On Thu, Apr 12, 2012 at 3:36 PM, David Jeske <[email protected]> wrote:

> Claiming a collector has no unpredictable pauses because it only pauses
> during allocation is only an interesting observation when it is coupled
> with general case allocation-free solutions to common problems. This is
> greatly complicated when one wants to use standard components and libraries
> written by others which "may or may not" use these techniques.
>

That seems like a very valid point.

Perhaps it raises a small additional retrospective point concerning BitC:
the language had some very minor features that were designed to address
this type of need (which, sadly, didn't get implemented). One of these was
effect typing on two effects:

   - heap allocation
   - noescape
   - confined

The first is important because it addresses exactly the issue you raise.
It's not practical to try to build non-allocating subprograms unless you
can state contracts about allocation in the language. I'd note that heap
allocation isn't the only interesting effect here. I/O is another.
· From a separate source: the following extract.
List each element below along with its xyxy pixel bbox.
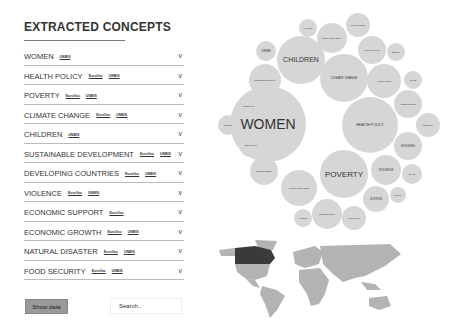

Escape analysis is another interesting case, since it lets us know whether
we are dealing with contained subsystems.

Confined is merely escape analysis in both directions, which is important
because it tells us that the subsystem is deterministic.


> We just have to stop stopping the world...
>

I think we all basically agree about that. Get to work on that collector!

I'm going to send out an addendum about STOPLESS on the other thread.